Garcia leaned down and peered at the left shoulder, where the collarbone and the shoulder blade had once been connected to the humeral head, the ball at the upper end of the arm. The tissue there had softened and decayed, but not so badly as to erase the original contours of the cut. “Bill,” he said to me,
“could you take a probe and some pickups and expose more of that joint, please?” It pained me that he needed to ask someone to do a simple maneuver that would normally have been an automatic, five-second move for him. “The arms have been severed quite cleanly,” Garcia observed. He looked at the hip joints—more difficult to cut cleanly, because of the tendon that anchored the ball of the hip into the socket. “This amputation was the work of a professional,” he said. “It could have been done by a physician or a medical student. Or maybe,” he added, his eyes looking at me with a sparkle I hadn’t seen since his injury, “an anthropology professor who has a hidden dark side.”
“Ha,” said Miranda. “Who says it’s hidden?”
AFTER WE’D POKED AND PRODDEDat Willoughby’s torso to the satisfaction of Garcia, I turned to Culpepper. “Okay if I pull a couple of teeth now for DeVriess’s DNA test?”
Culpepper shrugged. “Dr. Garcia, do you see any reason why not?” Garcia shook his head. “Go ahead,”
said the detective. “I’d hate to stand between a plaintiff’s attorney and his money—it’s like standing between a dog and a steak bone.”
Willoughby’s lips had been glued together and his jaw sewn shut. Using a scalpel, I slit the lips open and cut the sutures. It took some digging to reach the stitches, as the embalmer had plumped the corpse’s cheeks with mortuary putty, which by now had hardened to the consistency of plaster. Once I’d managed to wrestle the mandible open, I pulled two molars, using a pair of slip-joint pliers whose ridged jaws I cushioned with a bit of paper toweling. Then, with a Stryker autopsy saw, I notched a chunk of bone from the hip. I swabbed the teeth and bone samples with disinfectant and sealed them in a padded FedEx envelope, which I tucked inside a FedEx mailer addressed to GeneTrax, a Dallas DNA lab. By the time I’d packed the samples and dropped the package at the forensic center’s front desk, Culpepper was antsy to head back to KPD. I walked with him to the loading-dock door, where he’d parked, then detoured to the front desk, where I left the Fed Ex envelope with Amy, the receptionist. I met Garcia and Miranda in the hallway; Miranda was pushing the wheelchair, but it was empty, and Garcia was walking.
He seemed reluctant to leave the forensic center and head back upstairs to his hospital room, and I couldn’t blame him for that. Down here in the basement, he was an authoritative professional; up there, despite the deference he received from the hospital staff, he was just a patient. Either place, his injuries were the same, but down here the trauma was incidental to his identity; up there the traumawas his identity. He was a patient, defined as—and reduced to—“the hand-trauma case in 718.”
He invited Miranda and me into his office. Settling weakly into the swiveling leather armchair behind the desk, he said, “Please,” and nodded to the two wing chairs that faced it. We sat. “Would you like something to drink? Perhaps coffee or tea?” We both declined quickly—too quickly, apparently, because he smiled sadly and said, “Please don’t stop using your hands just because you’re with me.” His forearms had been resting on the arms of his chair, slightly below the level of the desktop, but now he shifted them to the desktop and stared at their ravaged ends. “I can say this to you only because you are my friends. It makes me feel more conspicuous if you act incapable of picking up a coffee cup or pushing a button. That makes me feel almost as if I’m contagious—as if I’ve infected and destroyed your hands, too.”
“I’m sorry, Eddie,” Miranda said. Leaning forward, she reached across the desk and gently squeezed his left elbow. “Thank you for telling us.” He smiled again, not as sadly. “Is there anything else we can do that would be helpful,” she asked, “besides, you know, not acting weird?”
“As a matter of fact, there is.” With the two fingers that remained on his right hand, he gestured at the computer occupying a table to one side of the desk. “If one of you wouldn’t mind navigating the Web, I’d like to show you some sites I’ve been looking at. I’d show you myself, but I’m very slow on the keys, pecking with just one finger.”
“That would be Miranda’s department,” I said. “I’d be as slow as you.” As soon as I heard the words, I wished I could reel them back in, but when Miranda snorted and Garcia laughed softly, I relaxed. Miranda moved to a rolling stool parked in front of the computer. As she swiveled into position in front of the keyboard, she made a big show of interlacing her fingers and cracking her knuckles. Then she rubbed her hands briskly together and wiggled her fingers rapidly. “At your service. What’s your wish?”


Task requirements >>
Your job is to return the whole listing unchanged while skipping its images.

*****

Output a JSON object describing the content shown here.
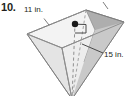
{
  "exercise": {
    "number": "10."
  },
  "figure": {
    "solid_name": "rectangular-pyramid",
    "orientation": "apex-down",
    "labels": {
      "base_edge": "11 in.",
      "lateral_edge": "15 in."
    },
    "annotations": {
      "center_point": "apex-projection-dot",
      "right_angle_mark": "right-angle-symbol",
      "altitude": "dashed-height-segment",
      "hidden_edges": "dashed-hidden-edges",
      "tick_base_edge": "tick-mark-left-top-edge",
      "tick_back_edge": "tick-mark-right-top-edge",
      "leader_lateral_edge": "leader-line-to-lateral-edge"
    },
    "colors": {
      "outline": "#7d7d7d",
      "face_top": "#f2f2f2",
      "face_front_left": "#e6e6e6",
      "face_front_right": "#ededed",
      "face_right_dark": "#a9a9a9",
      "face_right_mid": "#c4c4c4",
      "text": "#231f20",
      "dashed": "#9a9a9a",
      "background": "#ffffff"
    }
  }
}
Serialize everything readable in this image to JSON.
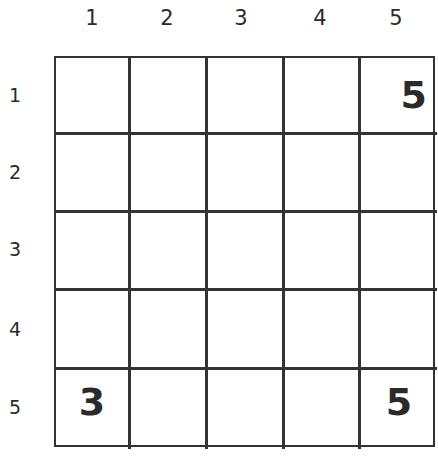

*****

Answer to this exercise >>
Output a JSON object describing the content shown here.
{
  "exercise": {
    "number": "10."
  },
  "figure": {
    "solid_name": "rectangular-pyramid",
    "orientation": "apex-down",
    "labels": {
      "base_edge": "11 in.",
      "lateral_edge": "15 in."
    },
    "annotations": {
      "center_point": "apex-projection-dot",
      "right_angle_mark": "right-angle-symbol",
      "altitude": "dashed-height-segment",
      "hidden_edges": "dashed-hidden-edges",
      "tick_base_edge": "tick-mark-left-top-edge",
      "tick_back_edge": "tick-mark-right-top-edge",
      "leader_lateral_edge": "leader-line-to-lateral-edge"
    },
    "colors": {
      "outline": "#7d7d7d",
      "face_top": "#f2f2f2",
      "face_front_left": "#e6e6e6",
      "face_front_right": "#ededed",
      "face_right_dark": "#a9a9a9",
      "face_right_mid": "#c4c4c4",
      "text": "#231f20",
      "dashed": "#9a9a9a",
      "background": "#ffffff"
    }
  }
}
Serialize everything readable in this image to JSON.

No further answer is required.